What is stored in the /var directory?
/var holds data that grows and changes as the system runs — logs, caches, mail and print queues, databases — as opposed to the static program files elsewhere.
The filesystem is partly organised by how often things change, and /var is the "writes happen here constantly" bucket. That has a real consequence for administrators: /var needs writable, roomy storage and is the directory most likely to fill up the disk, because logs and queues accumulate. A full /var can stop services and even logins.
| Subdirectory | What collects there |
|---|---|
/var/log |
System and application logs (your first stop for debugging) |
/var/cache |
Cached data programs can rebuild |
/var/spool |
Queued jobs — print, mail, cron |
/var/lib |
Persistent state, e.g. databases, package DB |
/var/www |
Website files (on many distros) |
/var/tmp |
Temp files that do survive reboots |
Key test: if a file changes during normal operation, it belongs in /var. If it only changes when you install software, it belongs in /usr.
/var/tmp vs /tmp: both are temporary, but /tmp is wiped on reboot (often RAM-backed), while /var/tmp is on disk and survives reboots — use it for temp data that must outlive a restart but isn't permanent. (/var/tmp is cleaned on a longer ~30-day schedule.)
Mnemonic: var = variable data.
Go deeper:
Filesystem Hierarchy Standard 3.0 — Chapter 5 defines
/var(log, cache, spool, lib, tmp) as variable data.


▶ **Exercise instructions**: Copy out the records so that each line matches the original.

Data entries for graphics
Content starts
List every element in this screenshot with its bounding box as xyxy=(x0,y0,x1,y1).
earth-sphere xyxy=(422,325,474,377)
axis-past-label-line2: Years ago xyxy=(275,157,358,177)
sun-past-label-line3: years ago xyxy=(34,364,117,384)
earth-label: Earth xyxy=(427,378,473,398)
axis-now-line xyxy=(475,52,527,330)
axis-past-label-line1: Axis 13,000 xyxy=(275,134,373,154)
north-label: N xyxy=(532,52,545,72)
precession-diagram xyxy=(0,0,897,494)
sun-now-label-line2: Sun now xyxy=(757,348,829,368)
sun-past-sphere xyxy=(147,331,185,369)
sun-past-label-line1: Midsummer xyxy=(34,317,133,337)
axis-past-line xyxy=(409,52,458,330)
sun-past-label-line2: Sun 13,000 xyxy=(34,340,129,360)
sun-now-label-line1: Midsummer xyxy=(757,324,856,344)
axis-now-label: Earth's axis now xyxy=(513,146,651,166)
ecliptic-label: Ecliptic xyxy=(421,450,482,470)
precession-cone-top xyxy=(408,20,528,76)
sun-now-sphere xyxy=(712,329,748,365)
Content ends
▶ **Written answer**:
List every element in this screenshot with its bounding box as xyxy=(x0,y0,x1,y1).
earth-sphere xyxy=(422,325,474,377)
axis-past-label-line2: Years ago xyxy=(275,157,358,177)
sun-past-label-line3: years ago xyxy=(34,364,117,384)
earth-label: Earth xyxy=(427,378,473,398)
axis-now-line xyxy=(475,52,527,330)
axis-past-label-line1: Axis 13,000 xyxy=(275,134,373,154)
north-label: N xyxy=(532,52,545,72)
precession-diagram xyxy=(0,0,897,494)
sun-now-label-line2: Sun now xyxy=(757,348,829,368)
sun-past-sphere xyxy=(147,331,185,369)
sun-past-label-line1: Midsummer xyxy=(34,317,133,337)
axis-past-line xyxy=(409,52,458,330)
sun-past-label-line2: Sun 13,000 xyxy=(34,340,129,360)
sun-now-label-line1: Midsummer xyxy=(757,324,856,344)
axis-now-label: Earth's axis now xyxy=(513,146,651,166)
ecliptic-label: Ecliptic xyxy=(421,450,482,470)
precession-cone-top xyxy=(408,20,528,76)
sun-now-sphere xyxy=(712,329,748,365)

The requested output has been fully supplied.